Giles Fletcher (1585/6-1623), the cousin of the playwright John Fletcher and brother of the poet Phineas Fletcher, was educated at Westminster School and Cambridge, where he contributed an elegiac poem to one of the commemorative volumes on the death of Elizabeth. He published this, his only long poem, at the age of twenty-four.

Christs Victorie actually comprises four separate poems, each a vision of one of the scenes in Christ’s history – ‘Christs Victorie in Heaven’, ‘Christs Victorie on Earth’, ‘Christs Triumph over Death’, and ‘Christs Triumph after Death’. Each takes the style of a different literary genre. The first, a debate between Mercy and Justice before the throne in heaven, is similar to a mediaeval psychomachia (and is one of the subjects that Milton noted in the Trinity College manuscript as a possible scene in a projected dramatic poem of ‘Paradise Lost’); the second, the temptation in the wilderness, modelled on a Spenserian allegory, may have provided some hints for Paradise Regained; the third is a mediation on the Passion that Grundy describes as in the manner of the literature of ‘Tears’; the fourth is a ‘Christian-Platonic beatific vision’ of the resurrection (Masson, I, 461, revised edition; Joan Grundy, The Spenserian Poets).

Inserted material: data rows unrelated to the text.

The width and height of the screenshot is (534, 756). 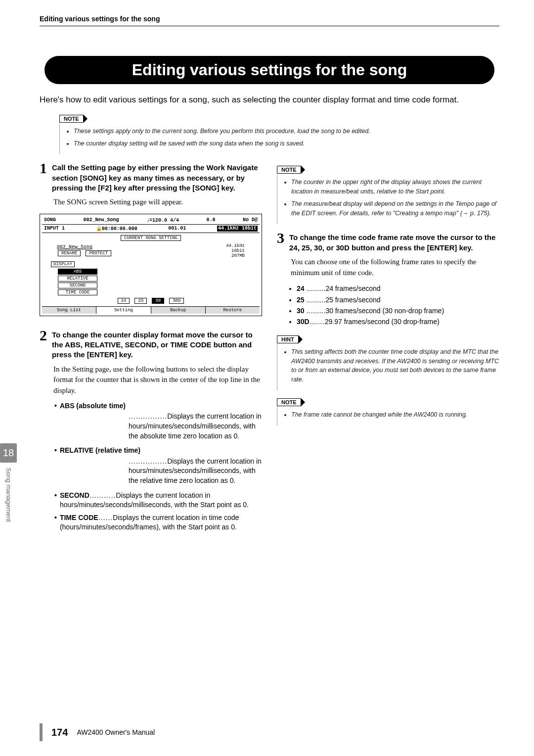 I want to click on step-number: 1, so click(x=44, y=177).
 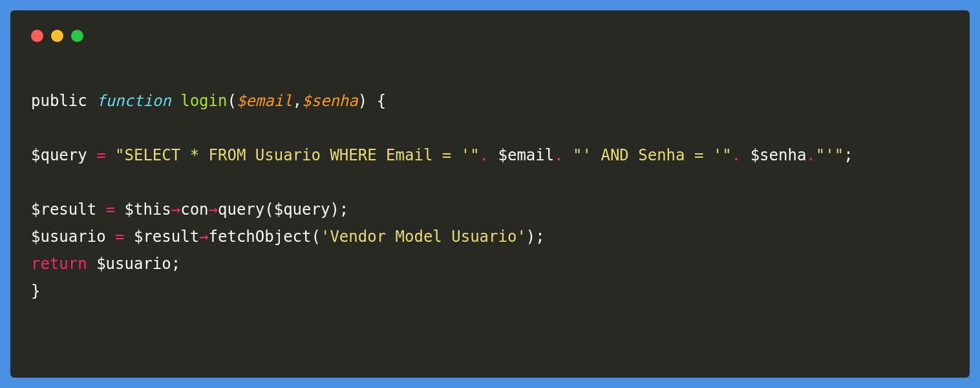 I want to click on code-line: $usuario = $result→fetchObject('Vendor M…, so click(x=490, y=237).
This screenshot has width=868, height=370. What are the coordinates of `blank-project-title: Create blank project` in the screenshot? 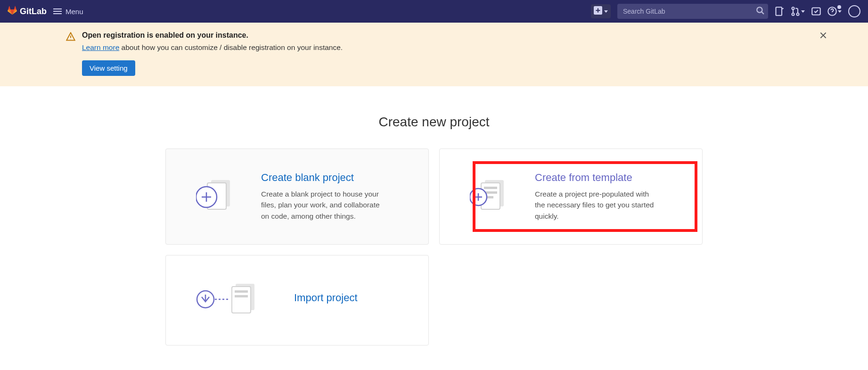 It's located at (322, 178).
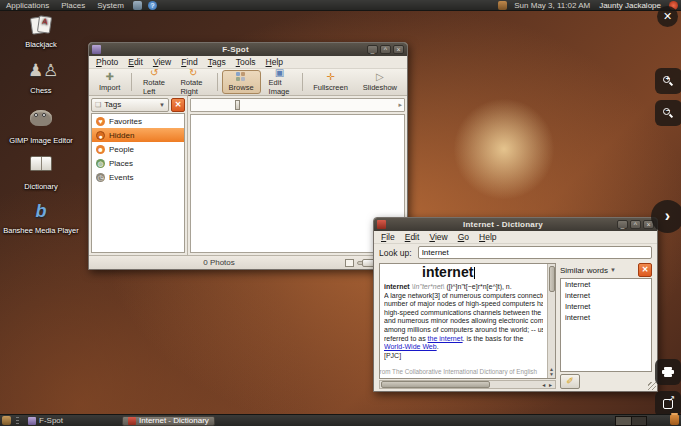 Image resolution: width=681 pixels, height=426 pixels. Describe the element at coordinates (152, 6) in the screenshot. I see `help-launcher-icon: ?` at that location.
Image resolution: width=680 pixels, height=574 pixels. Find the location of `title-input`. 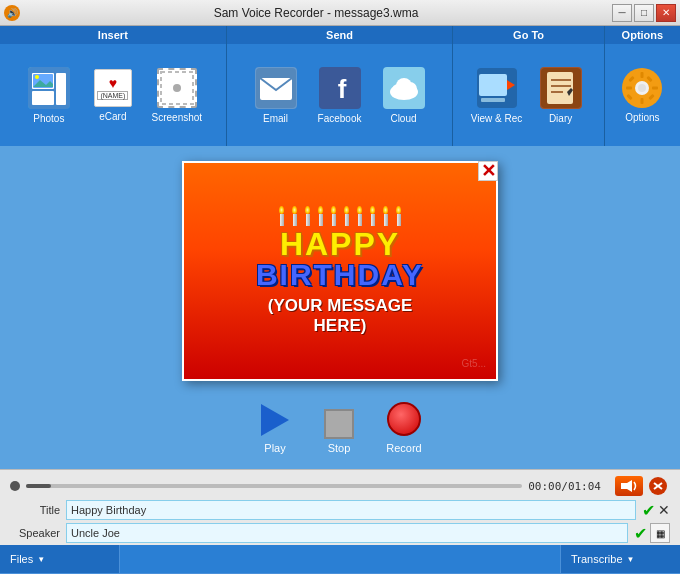

title-input is located at coordinates (351, 510).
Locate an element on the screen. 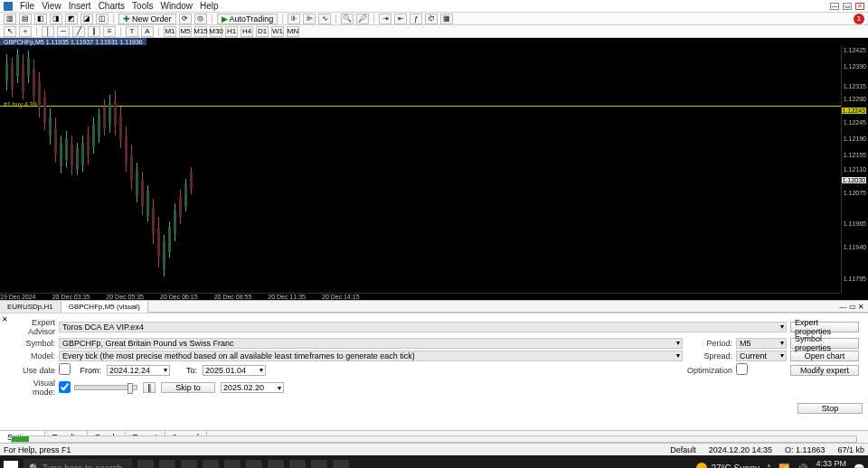 This screenshot has width=868, height=468. period-select: M5 is located at coordinates (761, 343).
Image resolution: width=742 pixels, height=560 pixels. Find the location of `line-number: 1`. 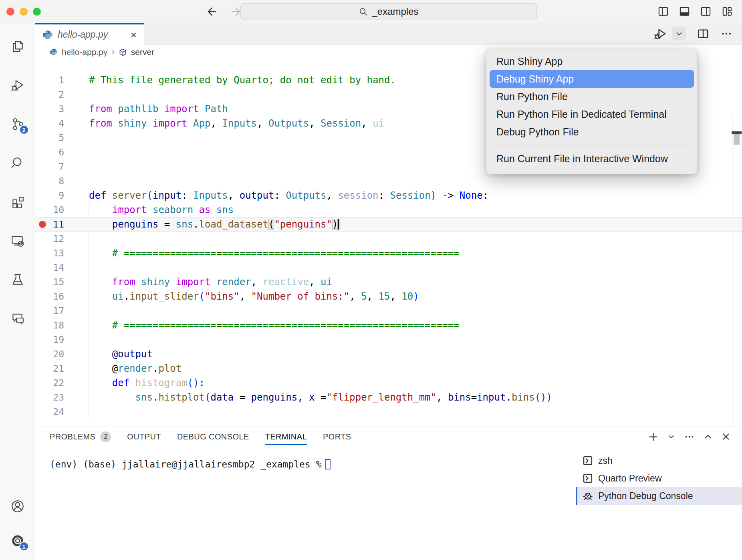

line-number: 1 is located at coordinates (50, 80).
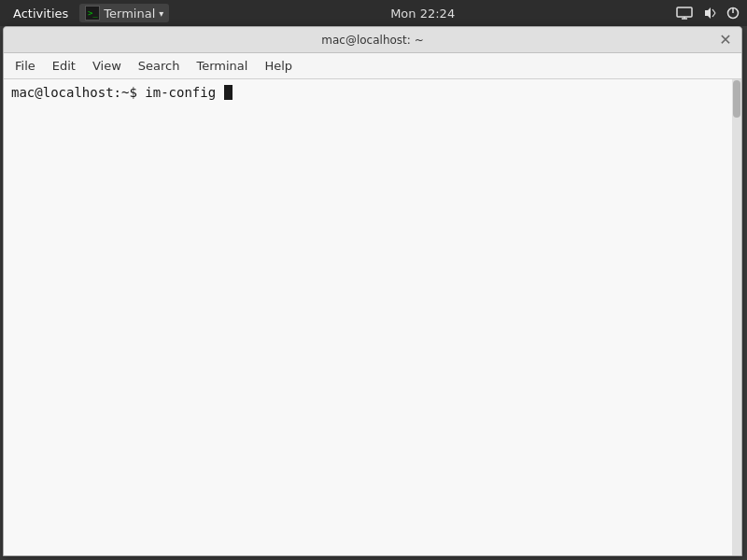 This screenshot has width=747, height=560. Describe the element at coordinates (278, 65) in the screenshot. I see `menu-help: Help` at that location.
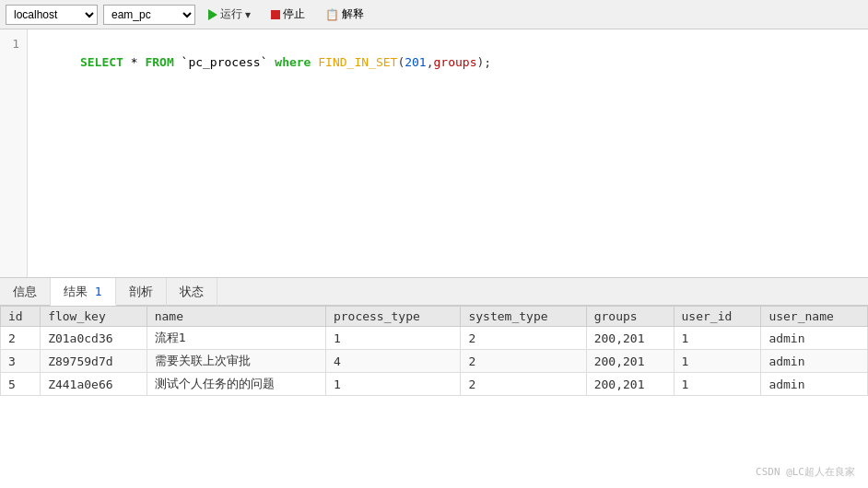  What do you see at coordinates (20, 339) in the screenshot?
I see `cell-id: 2` at bounding box center [20, 339].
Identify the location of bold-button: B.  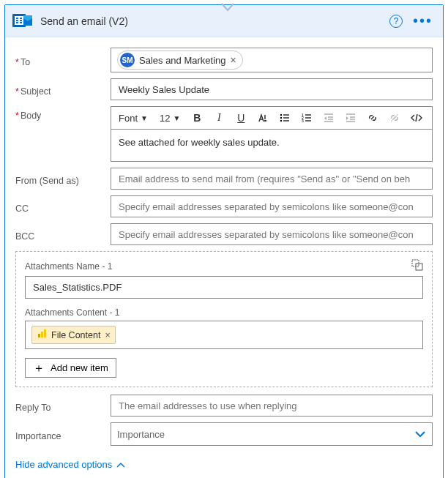
(197, 118).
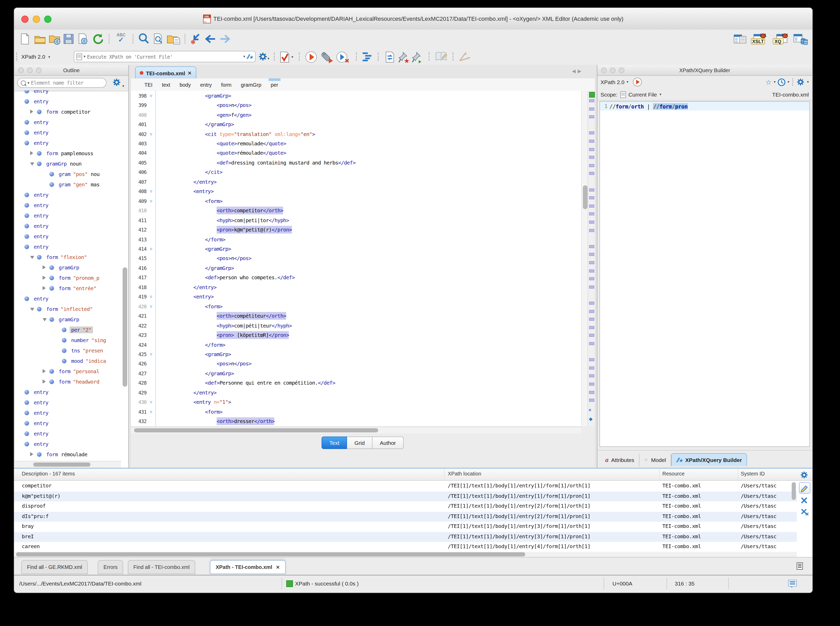  Describe the element at coordinates (465, 57) in the screenshot. I see `angle-tool-icon` at that location.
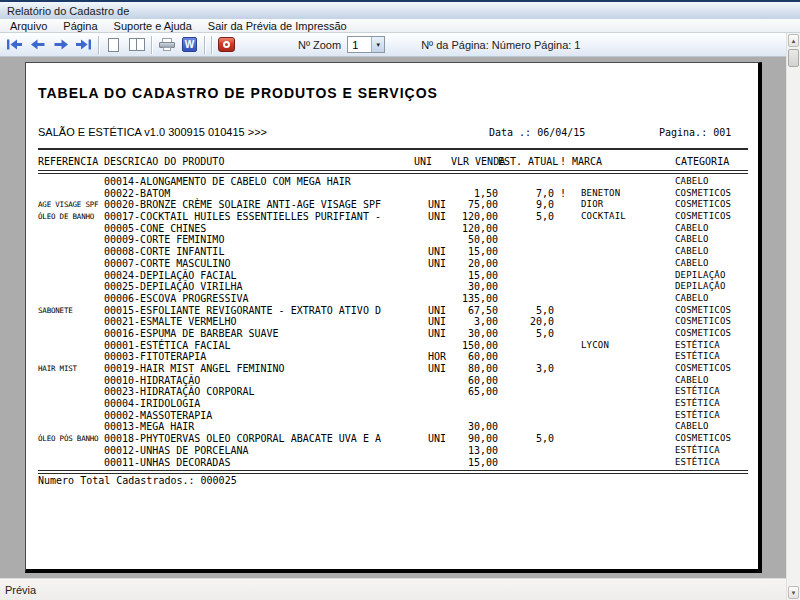 Image resolution: width=800 pixels, height=600 pixels. I want to click on report-title: TABELA DO CADASTRO DE PRODUTOS E SERVIÇO…, so click(238, 93).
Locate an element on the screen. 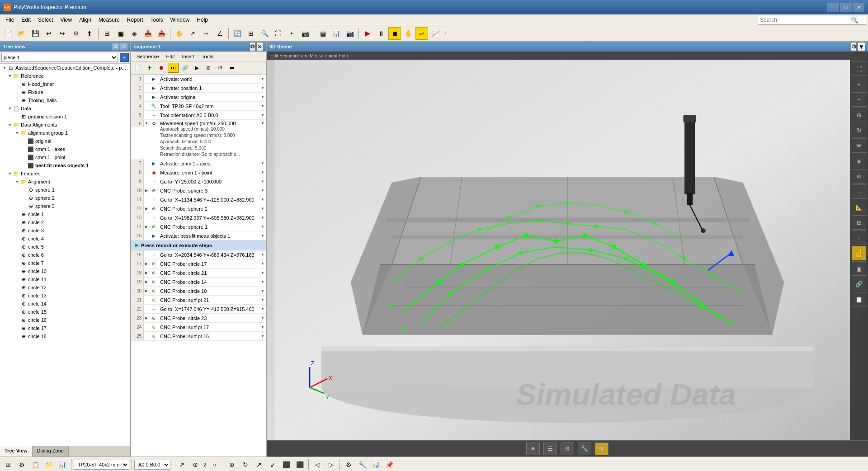  seq-row-22: 22 → Go to: X=1747.046 Y=-412.500 Z=915.… is located at coordinates (198, 309).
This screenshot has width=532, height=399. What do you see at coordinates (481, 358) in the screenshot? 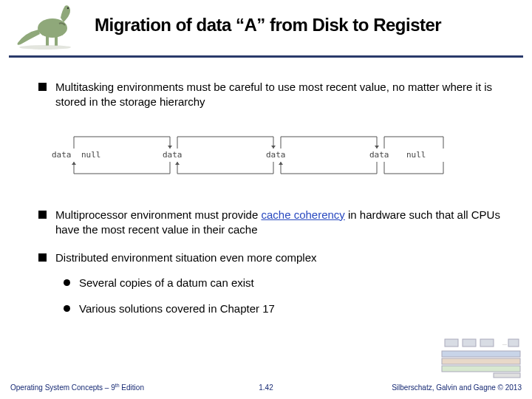
I see `architecture-thumbnail: ...` at bounding box center [481, 358].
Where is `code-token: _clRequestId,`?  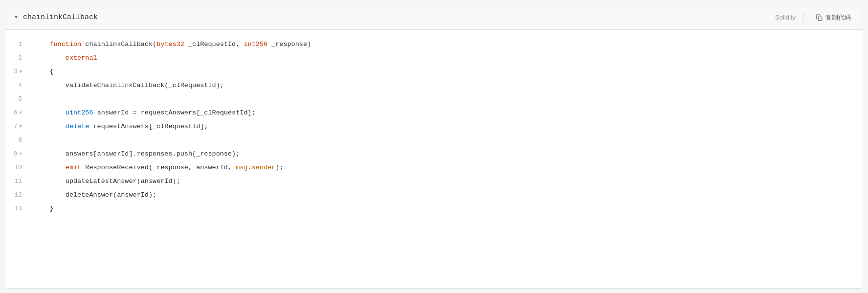 code-token: _clRequestId, is located at coordinates (214, 44).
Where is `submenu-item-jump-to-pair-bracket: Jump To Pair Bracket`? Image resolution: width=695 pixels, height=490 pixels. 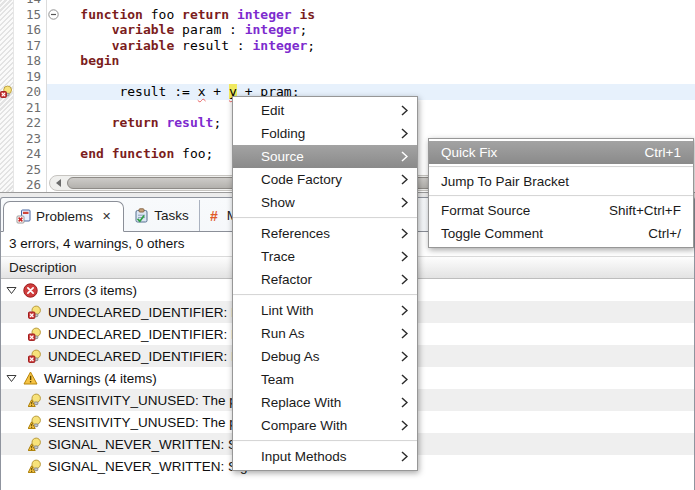 submenu-item-jump-to-pair-bracket: Jump To Pair Bracket is located at coordinates (561, 182).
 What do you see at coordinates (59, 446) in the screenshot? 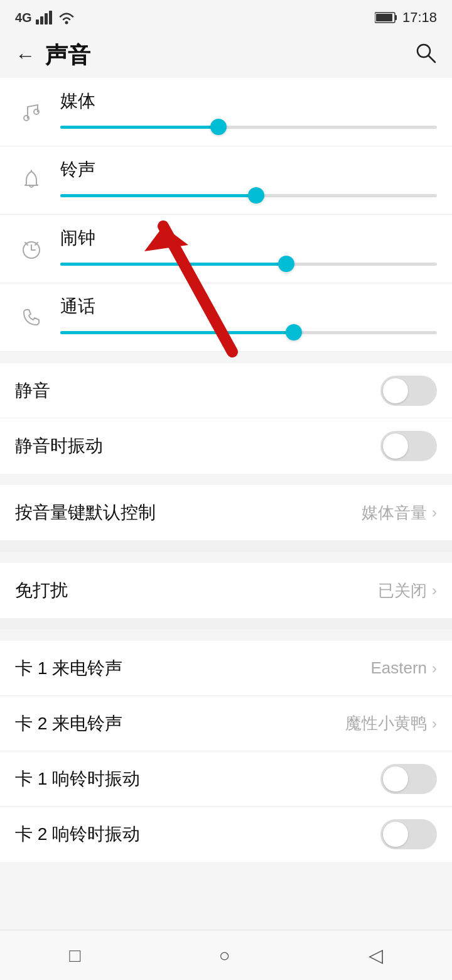
I see `vibrate-mute-label: 静音时振动` at bounding box center [59, 446].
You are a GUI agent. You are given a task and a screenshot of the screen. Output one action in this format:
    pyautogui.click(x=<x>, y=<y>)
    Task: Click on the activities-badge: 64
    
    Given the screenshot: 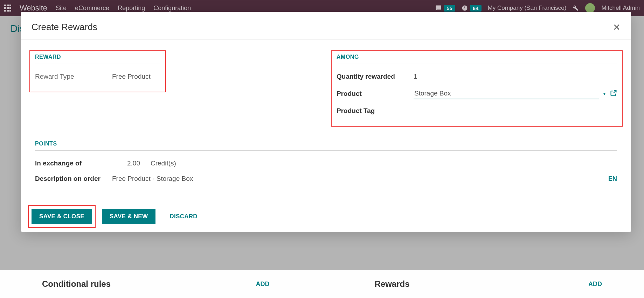 What is the action you would take?
    pyautogui.click(x=476, y=8)
    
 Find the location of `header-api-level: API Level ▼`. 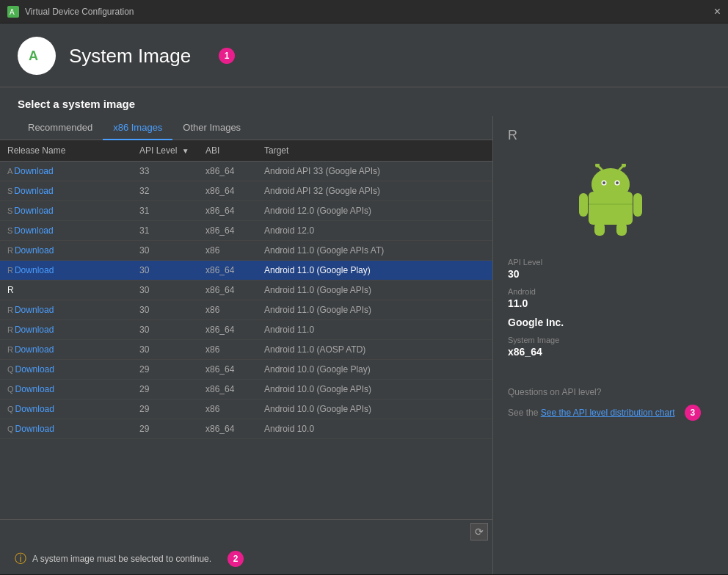

header-api-level: API Level ▼ is located at coordinates (165, 151).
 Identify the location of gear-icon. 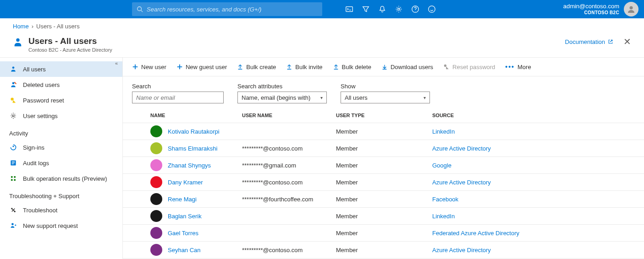
(13, 116).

Virtually every stanza has something in it to arrest our attention and to attract our esteem. The poem bristles with fine passages quite independent of theme, and with individual constructions unmistakably of the new metaphysical tradition. Epithets and conceits ‘eccentric’ to earlier commentators now seem to urge comparison with Donne’s or Chapman’s equally prickly language. Whether or not the whole poem is a success (for its ambition is declared, and enormous), it is quite unfair to consign it to the respectable oblivion enjoyed by his brother’s laborious epic, The Purple Island.

STC 11058; Hayward 50; Pforzheimer 366; Wither to Prior 376.